From the description, the v2 General Storage account which takes the features of the blob storage accounts and combines then with the general storage account, plus tiering. And I think the most important to the custom is the price. Follow this link, there is an exmaple analysing the difference in price of the two type storages.
No real 'nuances', just feature differences as stated in document, new storage you want on V2, older storage you want to migrate to V2 if possible.
Example:
General-purpose V2
Blob Tier: Hot, Cool, Archive
Replication: LRS, ZRS4, GRS, RA-GRS
Resource Manager
General-purpose V1
Blob Tier:N/A
Replication: LRS, GRS, RA-GRS
Resource Manager, Classic
Hope this help.........
I deployed WorkerRole to Azure Cloud Service (classic) in new portal. With this, I also created Azure Storage account for queue.
Try to add AutoScale rule, the storage account is not listed. Tried to select Other Resource and put Resource Identifier of storage, there's no Metric name listed.
Is it by design that classic Cloud Service and new Storage account not working together?
Storage account data (e.g. blobs, queues, containers, tables) are accessible simply with account name + key. Any app can work with them.
However, to manage/enumerate available storage accounts, there are Classic-created and ARM-created accounts, each with different API's.
The original Azure Service Management (ASM) API doesn't know anything about ARM resources. There's a fairly good chance that, since you're deploying to a Classic cloud service, it's using ASM only and will not be able to enumerate ARM-created storage accounts.
If you create a Classic storage account (which has zero difference in functionality), you should be able to see it as an option for auto-scale.
I have a bit more details on the differences in this answer.
At this time, it is not possible to autoscale anything based on a new "v2" storage account. It has nothing to do with the fact that you are using the classic Azure Cloud Service. I am having the same issue with using Azure App Services. In the end, I just created a classic storage account to use for the autoscaling. There is no difference in how you interact with the different types of storage accounts.
I want to create a couple of cloud services - Int, QA, and Prod. Each of these will connect to separate Db's.
Do these cloud services require "storage accounts"? Conceptually the cloud services have executables and they must be physically located somewhere.
Note: I do not use any blobs/queues/tables.
If so, must I create 3 separate storage accounts or link them up to one?
Storage accounts are more like storage namespaces - it has a url and a set of access keys. You can use storage from anywhere, whether from the cloud or not, from one cloud service or many.
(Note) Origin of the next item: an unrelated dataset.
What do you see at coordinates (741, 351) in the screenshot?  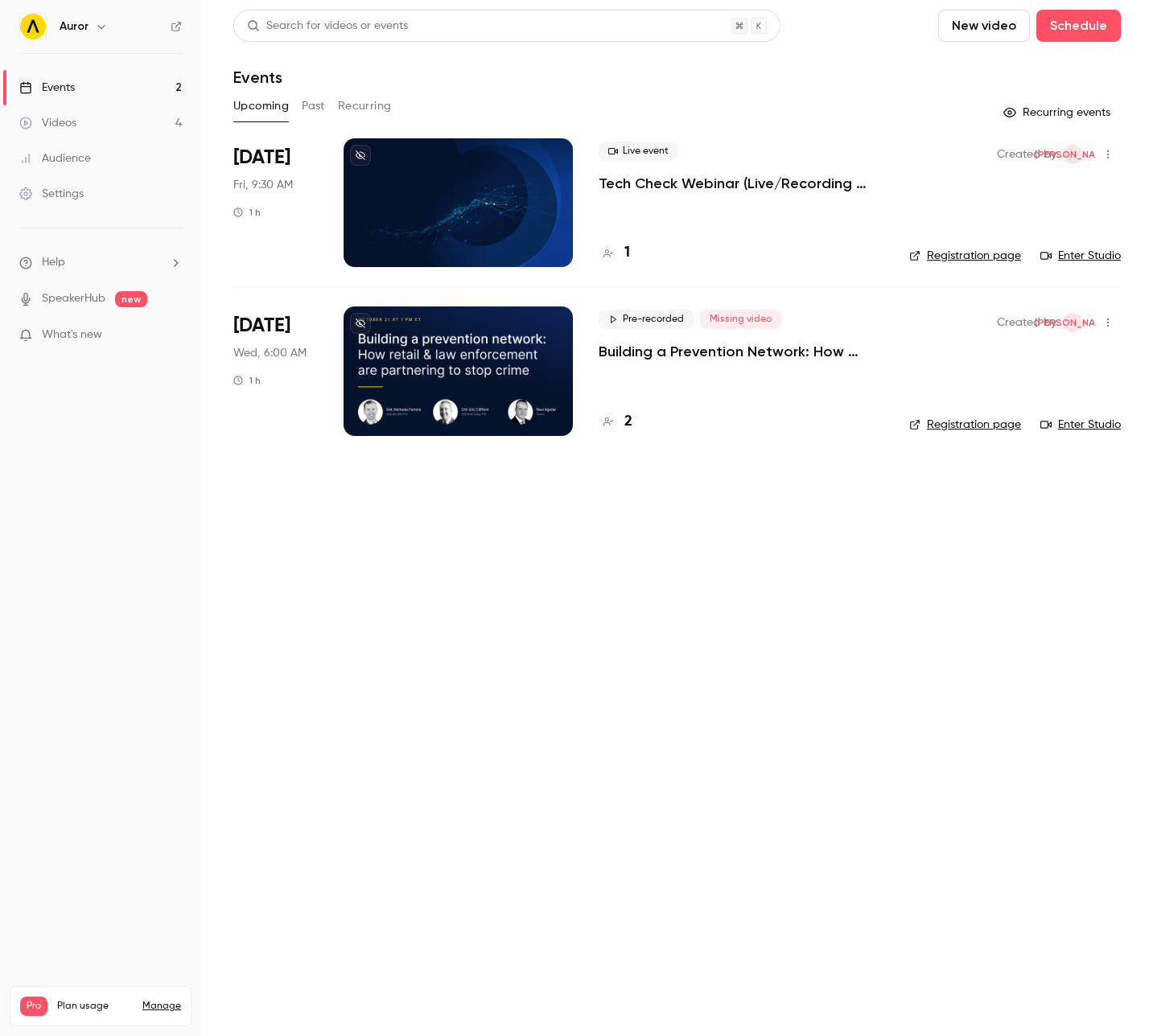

As #sharptooth pointed out, you need storage for diagnostics with Cloud Services. Also for attached disks (Azure Drives for cloud services), deployments themselves (storing the cloud service package and configuration).
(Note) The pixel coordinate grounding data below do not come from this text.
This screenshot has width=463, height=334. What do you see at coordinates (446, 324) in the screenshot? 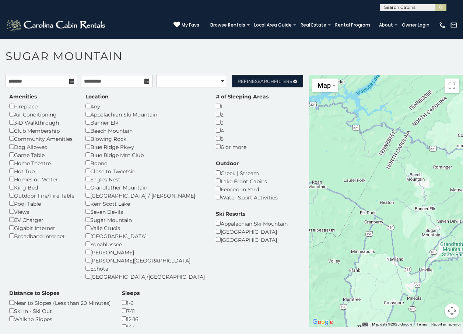
I see `a: Report a map error` at bounding box center [446, 324].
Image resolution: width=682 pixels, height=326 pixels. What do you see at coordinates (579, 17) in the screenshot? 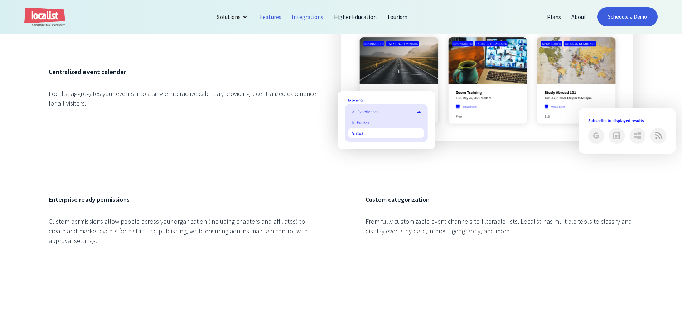
I see `a: About` at bounding box center [579, 17].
Storage accounts are free: That is, create a bunch, and still only pay for consumption.
There are some objective reasons why you'd go with separate storage accounts:
You feel that you could exceed the 20,000 transaction/second advertised limit of a single storage account (remember that storage diagnostics are using some of this transaction rate, which is impacted by your logging-aggressiveness).
You are concerned about security/isolation. You may want your dev and QA folks using an entirely different subscription altogether, with their own storage accounts, to avoid any risk of damaging a production deployment
You feel that you'll exceed 200TB 500TB (the limit of a single storage account)
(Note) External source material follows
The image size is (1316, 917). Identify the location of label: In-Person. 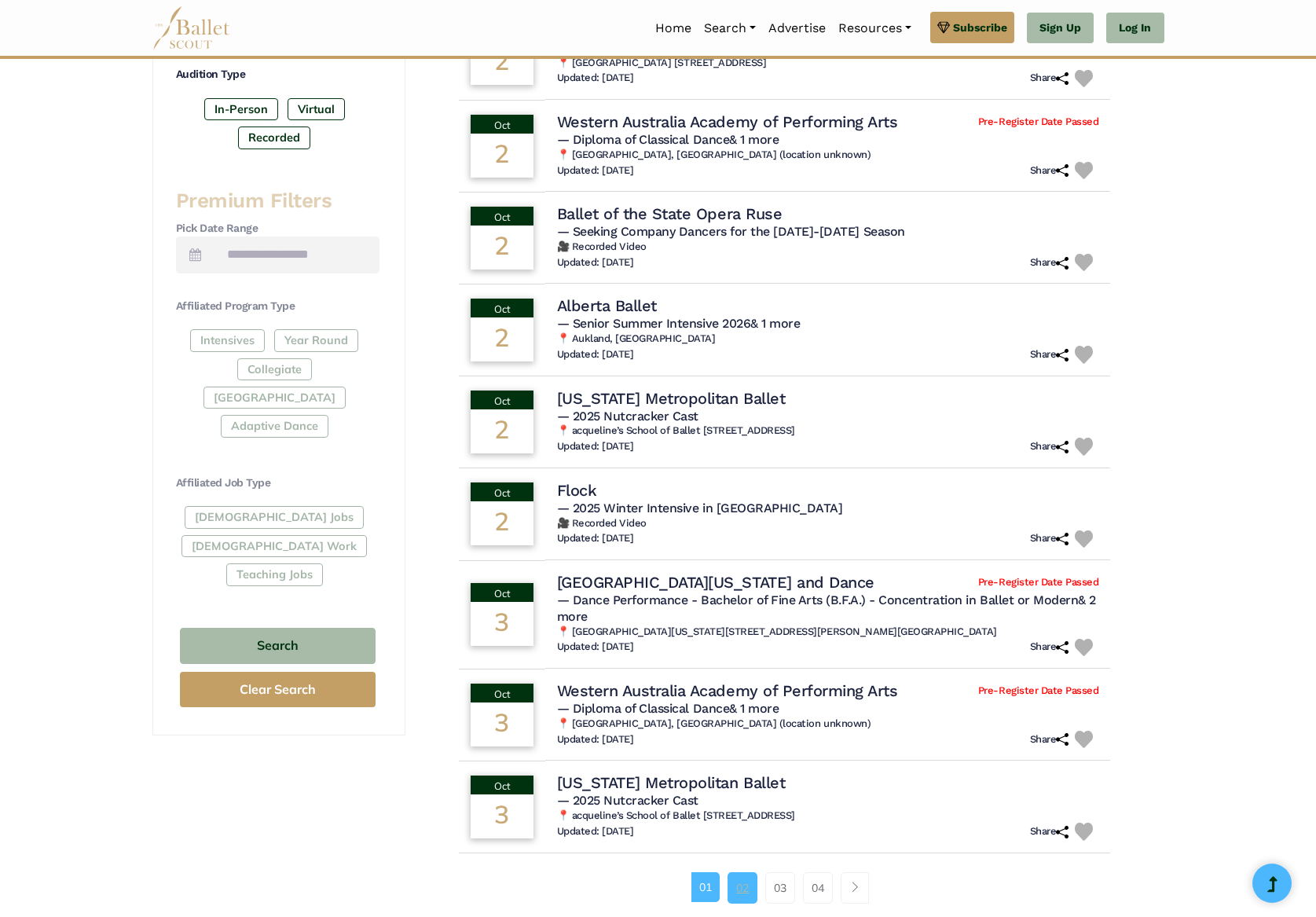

Azure Diagnostics uses Azure Table Storage under the hood (and it's more convenient to use one storage account for every service, but it's not required). Other dependencies your service has might also use some of the Azure Storage services. If you're sure that you don't need Azure Storage (and so you don't need persistent storage of data dumped through Azure Diagnostics) - okay, you can go without it.
The service package of your service will be stored and managed by Azure infrastructure - that part doesn't require a storage account.